Stephen Buckley’s Work Needs All Three Dimensions
Étaples (1995)
A couple of the essays in the gorgeous book (published by Neuendorf) that accompanies Close Cousins, an exhibition of Stephen Buckley paintings at the smart Mayor Gallery (Cork Street, London, until 8 February), make the point that Buckley is not a household name. Well, he is in our household, where we have whole walls of works on paper by the painter, who now lives in St Leonard’s-on-Sea, plus several paintings, and a magnificent cherry-red coffee table with a silver-and-red painted wood box that sits on it. Is it a painting? It has some canvas of fabric stretched over it, so perhaps it is. That’s my “full disclosure” – we’ve known Buckley (b. 1944) since 1975, when he had a one-man show at the Museum of Modern Art Oxford (as it then was named), and my wife and I collect his work.
As do, according to the provenances given in some of the entries in Close Cousins, Tate Gallery, London; the UK Government Art Collection; the National Museum of Wales, Cardiff; the NY Metropolitan Museum; and a dozen other major national and international institutions. Among his collectors are his art school friends, Bryan Ferry and Mark Lancaster; the distinguished art historian and curator, Marco Livingstone; Hans Neuendorf, the gallerist who is the publisher of this lavish book, owns many; the late Edward Albee was a major Buckley collector– an excerpt from his Stephen Buckley: Narratives is published in the book, and I remember an Albee play in which a Buckley painting was part of the set; David Hockney owns several Buckley paintings; our mutual friend, Caroline Conran, has one; and Kasmin, who seemed to be every good artist’s dealer in the 60s and 70s, still owns some Buckleys.
Über Alle Berge (1977)
As all the essays urge us to think, Buckley’s appearances in the public eye (and, indeed, his shows) were in inverse ratio to his teaching responsibilities – he became Professor of Fine Art at Reading University in 1994, and Professor Emeritus in 2009. That is fifteen years of artist’s prime time spent in the service of younger artists. He himself was taught at Newcastle by the late, great Richard Hamilton, and helped in Hamilton’s summer, 1965 reconstruction of Duchamp’s The Bride Stripped Bare by Her Bachelors, Even (The Large Glass, 1915-23) now in the Tate collection.
Duchamp is one of the big influences we see in Buckley’s painting. They share a sly wit, erudition worn casually, like a stylish shirt left open at the neck, plus an interest in materials not always associated with the fine arts – and in almost random objects. In my fortunate example, there’s a coffee table somewhere. Albee wrote that “the humour which pervades much of his work is never frivolous, and the wisdom and passion which are its ultimately most important qualities never seem didactic of laboured.”
There are several pieces in the Mayor exhibition that show Buckley’s interest in Cubism – mostly by making almost sculptural objects; it is sometimes necessary to specify a third dimension – bulk or thickness – when describing a Buckley painting. Albee also attributes to him “Matisse’s revolutionary colour sense.”
The other giveaway that tells you a painting is by Buckley is its rough edges – not in any sense unfinished – but tough, butch surfaces. He says he has never painted a conventional painting on a simple stretched canvas: the support is always part of the image. He doesn’t draw or design, so much as construct his work, and sometimes leaves traces of the manual labour. Lately, I must say, I’ve begun to cherish the opposite facet of his works on paper, their sleek finish and tidiness. As Albee says, Buckley is only a household name in the “most knowledgeable households.” Perhaps he’s a painter’s painter, as Hockney’s interest attests; he’s certainly a playwright’s painter; and a musician’s painter. He’s my kind of painter. Best have a look at the current exciting show, and see if he’s your painter, too.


Copy out, exactly and with nothing else, the stretch of lines that starts at the line containing "Locate person." and finishes at the end of the data.

+++ Supplied material

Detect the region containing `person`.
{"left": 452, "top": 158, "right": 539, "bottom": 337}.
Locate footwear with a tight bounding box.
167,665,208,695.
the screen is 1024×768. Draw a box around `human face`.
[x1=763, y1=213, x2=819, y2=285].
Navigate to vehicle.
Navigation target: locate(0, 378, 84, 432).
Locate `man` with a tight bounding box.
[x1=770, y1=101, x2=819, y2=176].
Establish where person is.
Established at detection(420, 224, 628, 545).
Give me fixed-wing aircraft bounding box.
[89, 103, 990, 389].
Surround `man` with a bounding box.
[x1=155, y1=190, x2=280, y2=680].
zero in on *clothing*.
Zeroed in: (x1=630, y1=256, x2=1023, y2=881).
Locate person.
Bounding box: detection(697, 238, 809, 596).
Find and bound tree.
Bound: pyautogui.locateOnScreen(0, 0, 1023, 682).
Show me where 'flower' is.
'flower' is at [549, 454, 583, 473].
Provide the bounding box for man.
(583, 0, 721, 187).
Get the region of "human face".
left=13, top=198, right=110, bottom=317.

++++++

- Exercise output -
Locate person.
Bounding box: detection(697, 238, 809, 596).
Find and bound tree.
Bound: pyautogui.locateOnScreen(0, 0, 1023, 682).
Show me where 'flower' is.
'flower' is at [549, 454, 583, 473].
Provide the bounding box for man.
(583, 0, 721, 187).
Get the region of "human face".
left=13, top=198, right=110, bottom=317.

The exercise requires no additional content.